The workshops are not intended to be dialogues between mathematics and the partner disciplines. Instead, each workshop is a dialogue between representatives of the discipline under consideration, with mathematicians present merely to listen to the discussions and to provide information on current curriculum trends in mathematics. For this reason, the majority of the twenty to thirty individuals invited to participate in each workshop are from the partner disciplines.

The major product of a CF workshop is a ten-page report summarizing the recommendations and conclusions of the workshop. It is written by the representatives of the partner discipline, directed towards the mathematics community, and addresses a series of questions formulated by CRAFTY. Uniformity of style is achieved across the reports by using essentially the same set of questions for each workshop. Having a common list of questions also aids in comparing the reports of different workshops.

The documents so produced will be widely circulated within the specific disciplines as well as the mathematics community in order to solicit a broad range of comments. After such circulation, the reports will be published and used in the formulation of the ultimate CUPM curriculum recommendations. The reports will also be the focus of a Curriculum Foundations Workshop to be held during 2001 at the U.S. Military Academy at West Point.

In addition to their role in the CUPM review, the reports can serve as valuable resources for initiating discussions between mathematics departments and their partner disciplines. Working from electronic versions of the reports currently available, some mathematics departments have already begun using the reports to stimulate interdepartmental discussions of their curriculum. Promoting and supporting informed discussions with the partner disciplines may ultimately be considered the most important outcome of the Curriculum Foundations Project.

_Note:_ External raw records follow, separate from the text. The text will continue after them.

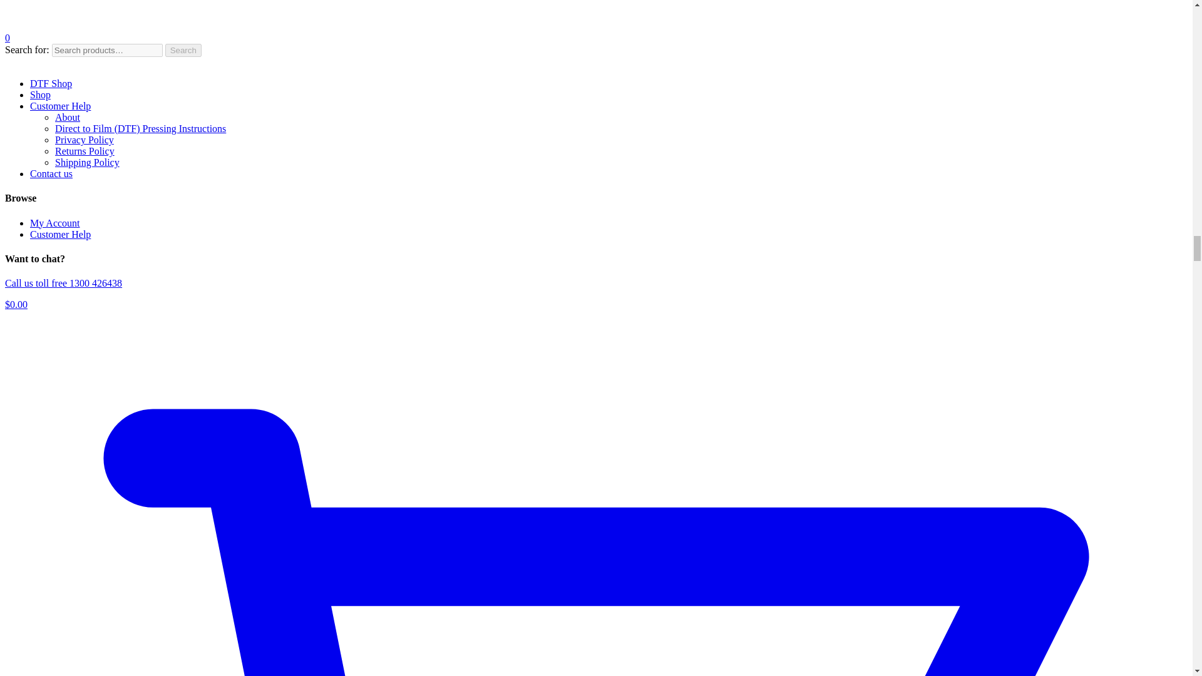 The width and height of the screenshot is (1202, 676). I want to click on Returns Policy, so click(84, 151).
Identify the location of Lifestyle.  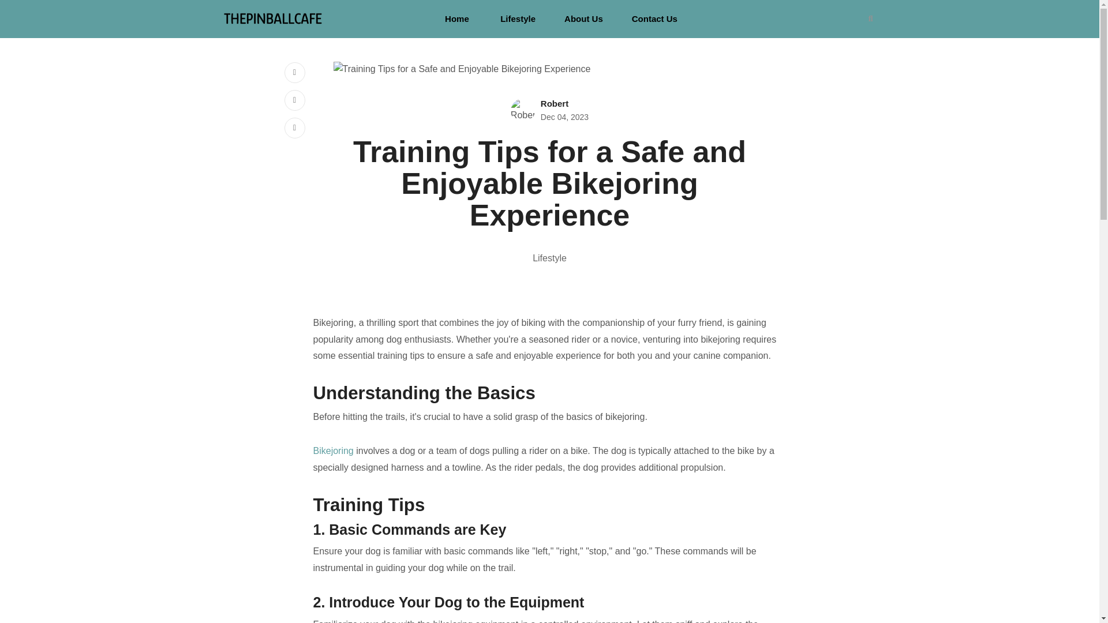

The workshops have generated much good will between mathematics and the partner disciplines. In particular, our colleagues from the other disciplines have been extremely grateful’and perhaps a little surprised! ’to be invited by mathematicians to taken seriously.

Project. Although the NSF supplied at least partial support for several of the workshops, the vast majority of the events have been funded entirely by the local hosting institutions. Since travel and lodging expenses are covered for all workshop participants, the host institutions have contributed serious money to the project. We are sincerely grateful for their generosity.

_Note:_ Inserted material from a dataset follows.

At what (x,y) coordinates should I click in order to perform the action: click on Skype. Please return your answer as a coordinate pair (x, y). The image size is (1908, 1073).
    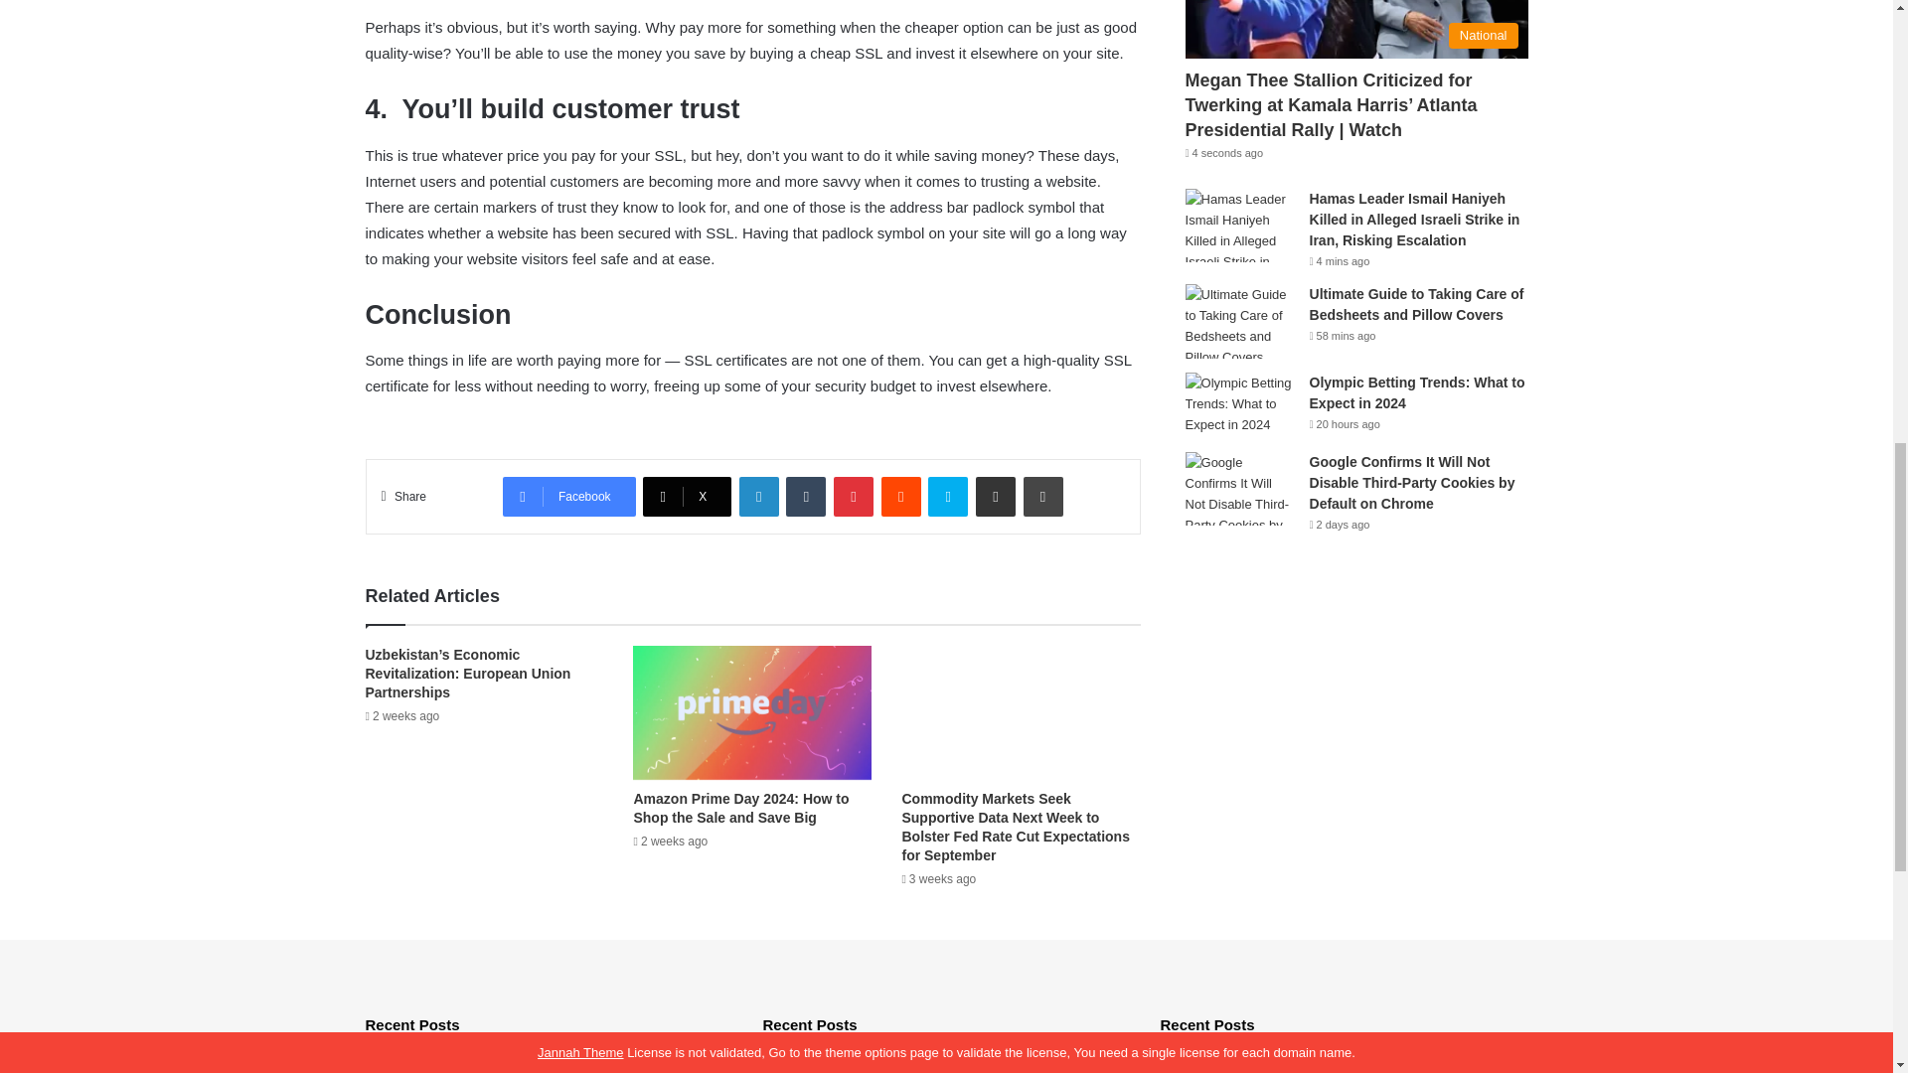
    Looking at the image, I should click on (947, 496).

As reported in the January, 2000 issue of FOCUS, the first two workshops were held last Fall at Bowdoin College (Physics and Computer Science) and at West Point (interdisciplinary instruction related to Physics and Engineering). The workshops received some attention from the national media, mostly notably in an article by Mark Clayton of the Christian Science Monitor, This article is still available on the Monitor's web page at http://csmonitor.com/durable/1999/11/09/fp13s1-csm.shtml. Two other workshops have been held since then, with several still to come (see the box on the next page). The project will conclude with an event at the Mathematical Sciences Research Institute in Berkeley, CA. This final workshop will focus on the preparation of mathematics majors.

The Joint Meetings of the MAA and AMS in New Orleans this January will feature a number of events centered on the Curriculum Foundations Project. In addition to presentations and panel discussions by participants in the workshops, a series of small focus groups will be organized by the CUPM to discuss the CF workshop reports.

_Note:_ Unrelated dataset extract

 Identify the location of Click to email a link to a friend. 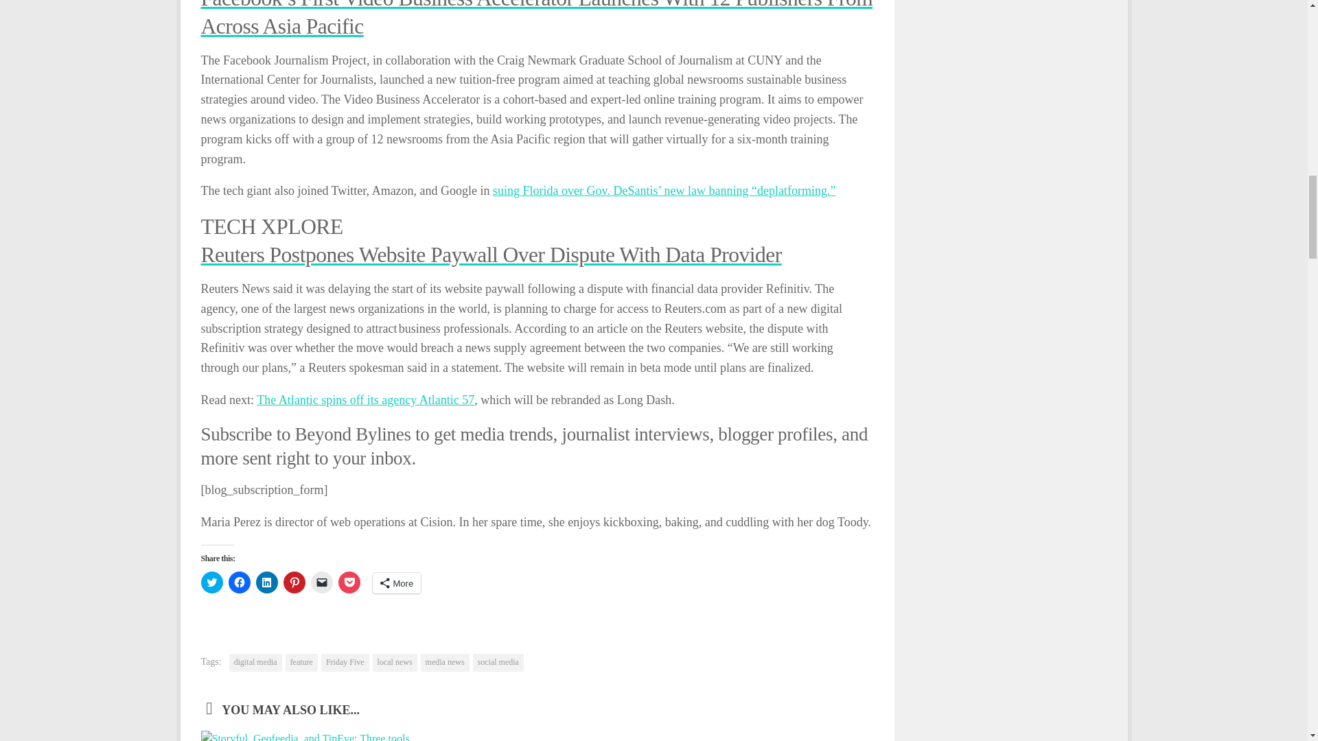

Each focus group, comprised of individuals invited in advance, will discuss and analyze the implications of a single CF report. Each report will be considered by at least one focus group, and the insights generated by these discussions will be further input for the CUPM curriculum review.

If you are interested in participating in a focus group, please contact Bill Haver (Virginia Commonwealth University) by email at whaver@atlas.vcu.edu and indicate the reports in which you are interested.

William Barker is the chair of CRAFTY, the CUPM Subcommittee on Calculus Reform and the First Two Years. He can be contacted at Department of Mathematics, Bowdoin College, 8600 College Station, Brunswick, ME 04011.